Tuesday, September 10, 2013

ESA ExoMars could detect bacteria on Mars past and present

An artist’s conception of the European Space Agency’s ExoMars rover, scheduled to launch in 2018. Credit: ESA

Signs of life on the Martian surface would still be visible even after bacteria were zapped with a potentially fatal dose of radiation, according to new research—if life ever existed there, of course.

Using "model" bacteria expected to resemble what microbes could look like on the Red Planet, the research team used a Raman spectrometer—an instrument type that the ExoMars rover will carry in 2018—to see how the signal from the bacteria change as they get exposed to more and more radiation.

The bottom line is the study authors believe the European Space Agency rover's instrument would be capable of seeing bacteria on Mars—from the past or the present—if the bacteria were there in the first place.

Readings from the NASA Mars Curiosity rover recently found that humans on the surface of Mars would have a higher risk of cancer due to the increased radiation level on the surface.

Mars does not have a global magnetic field to deflect radiation from solar flares, nor a thick atmosphere to shelter the surface.

The new study still found the signature of life in these model microbes at 15,000 Gray of radiation, which is thousands of times higher than the radiation dose that would kill a human. At 10 times more, or 150,000 Gray, the signature is erased.

"What we've been able to show is how the tell-tale signature of life is erased as the energetic radiation smashes up the cells' molecules," stated Lewis Dartnell, an astrobiology researcher at the University of Leicester who led the study.

ExoMars 2016 Mission to the Red Planet. 

It consists of two spacecraft – the Trace Gas Orbiter (TGO) and the Entry, Descent and Landing Demonstrator Module (EDM) which will land. 

Credit: ESA

Specifically, the spectrometer detected carotenoid molecules, which can be used to protect a microorganism against difficult conditions in the environment.

The research teams stated that these cartenoids have been proposed as "good biosignatures of life" on Mars.

"In this study we've used a bacterium with unrivaled resistance to radiation as a model for the type of bacteria we might find signs of on Mars."

"What we want to explore now is how other signs of life might be distorted or degraded by irradiation," Dartnell added.

"This is crucial work for understanding what signs to look for to detect remnants of ancient life on Mars that has been exposed to the bombardment of cosmic radiation for very long periods of time."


• **ASSIGNMENT**
Any image in the records should be left out; output everything else exactly.

════════════════

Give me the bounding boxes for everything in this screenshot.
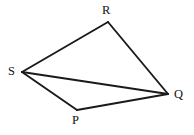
vertex-label-P: P [72,114,79,127]
polygon-edges [22,22,168,110]
edge-R-Q [108,22,168,94]
edge-P-S [22,72,77,110]
vertex-label-S: S [8,65,15,78]
edge-S-R [22,22,108,72]
vertex-label-Q: Q [174,88,183,101]
geometry-figure: R S Q P [0,0,194,135]
diagonal-edges [22,72,168,94]
edge-S-Q-diagonal [22,72,168,94]
figure-canvas [0,0,194,135]
vertex-label-R: R [102,4,110,17]
edge-Q-P [77,94,168,110]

════════════════

• **RESPONSE TO THE EXERCISE**
Give me the bounding boxes for everything in this screenshot.
vertex-label-P: P [72,114,79,127]
polygon-edges [22,22,168,110]
edge-R-Q [108,22,168,94]
edge-P-S [22,72,77,110]
vertex-label-S: S [8,65,15,78]
edge-S-R [22,22,108,72]
vertex-label-Q: Q [174,88,183,101]
geometry-figure: R S Q P [0,0,194,135]
diagonal-edges [22,72,168,94]
edge-S-Q-diagonal [22,72,168,94]
figure-canvas [0,0,194,135]
vertex-label-R: R [102,4,110,17]
edge-Q-P [77,94,168,110]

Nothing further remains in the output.